This is the Lord of the Rings Crocheted Sweater that I finished making about a year ago. It's based on the Paton's book Granny Goes Wild!, but I had to do some major tweaking to get it to look right and to fit me. It's as cropped as it looks (hits me right where the waist joins the hips) and we won't talk about the circumference of my upper arms, thank you. And no, I'm not as big as that sweater looks.
The project was born when I saw the challenge in Handwoven magazine in 2004 (not sure of the publication date but I saw the article in January 04). The idea was to create a woven cloak based on the passage from J. R. R. Tolkien's Fellowship of the Ring, where the Elves give the hobbits and other travelers cloaks woven in Lorien. Here's the description:
For each they had provided a hood and cloak, made according to his size, of the light but warm silken stuff that the Galadhrim wore. It was hard to say of what colour they were: grey with the hue of twilight under the trees they seemed to be; and yet if they were moved, or set in another light, they were green as shadowed leaves, or brown as fallowed fields by night, dusk-silver as water under the stars...
"They are fair garments, and the web is good, for it was made in this land....Leaf and branch, water and stone: they have the hue and beauty of all these things under the twilight of Lorien that we love; for we put the thought of all that we love into all that we make....You are indeed high in the favour of the Lady!

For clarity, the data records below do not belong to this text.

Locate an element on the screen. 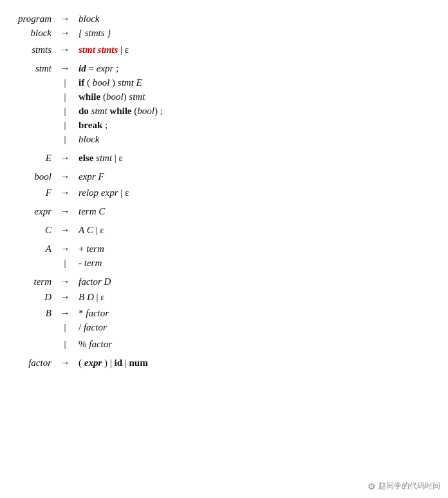  rhs-part: = is located at coordinates (91, 68).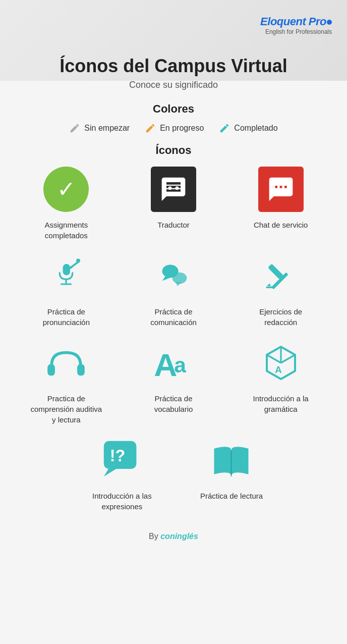  What do you see at coordinates (174, 225) in the screenshot?
I see `translator-label: Traductor` at bounding box center [174, 225].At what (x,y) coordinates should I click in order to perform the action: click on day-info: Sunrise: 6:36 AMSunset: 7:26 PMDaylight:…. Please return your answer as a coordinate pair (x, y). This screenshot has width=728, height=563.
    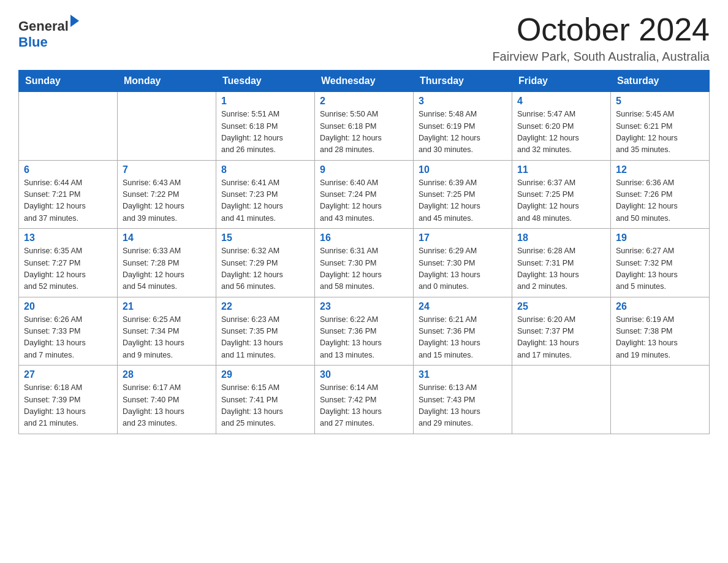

For she herself and her maidens wove this stuff..."*
For years, whenever I read that passage, I was inspired to think about how I would create such a cloak, but never got further than rolling it around in my mind. Then, the Handwoven challenge came out and the only thing stopping me from making one was the fact that I had no loom, and even then I had no idea how to use one if I had one. Additionally, I had never dyed wool or any other fiber so I couldn't scratch that itch by sitting down to spin the yarn to make it, which would take time and thought.
My inspiration wouldn't leave me alone this time, and I decided to do a crocheted color study based on Tolkien's description (and using commercial yarn) as a first step, because if there was only one project I wanted to do in a lifetime, it was to make that cloak. I figured that by the time I finished a sweater I'd know what colors I'd want to use, so it seemed a logical first step. Half a dozen trips to the LYS later I had a pile of varied wools and I began to put together granny squares from them. I decided immediately that to make the whole piece work, I'd need one consistent color to tie it all together, and that would be Brown Sheep Company's Nature Spun Sport in "Stone." All of the granny square yarns would be singles, in high-wool-content yarns, and the last row around the edge of each, the edging for the sweater itself, and the sleeves would be of the Stone. Whenever I traveled I looked at yarns for the sweater, and the first two skeins I ever saw of Noro Silk Garden became squares. I used some handpainted variegated skeins, and lots of Brown Sheep yarns.
There are buttonholes, but I haven't made the buttons yet. While the sweater was in full swing, our guild learned to use Fimo clay, and I conceived the idea of making small buttons to look like twigs, maybe in the shape of g-runes. Like many of my other projects, they're still "in the mind" and I want to wear the sweater now, so I use a silver filligree leaf pin to close it at the top.
Did I learn anything about color making this sweater? Yes, but I still didn't decide on definitive colors to match Tolkien's words. While in England last year, the Emperor and I followed Addison's Walk in Oxford, which was a place Tolkien was known to frequent. We were there at dusk, in the twilight, freezing our patoots off... and I didn't forget to look hard at the color of leaves and stone and water, and to photograph it, but even then I wasn't sure of what I saw. You know, with all of my art training you'd think this would be a simple thing.
Am I finished? With this sweater, yes (except for the buttons) but as for seeking the right color for my own elven cloak, no. I have the rest of my life to find it, so who's in a hurry?
*J. R. R. Tolkien, Lord of the Rings: The Fellowship of the Ring (Boston: Houghton Mifflin Company, 1987 Collector's Edition), 386.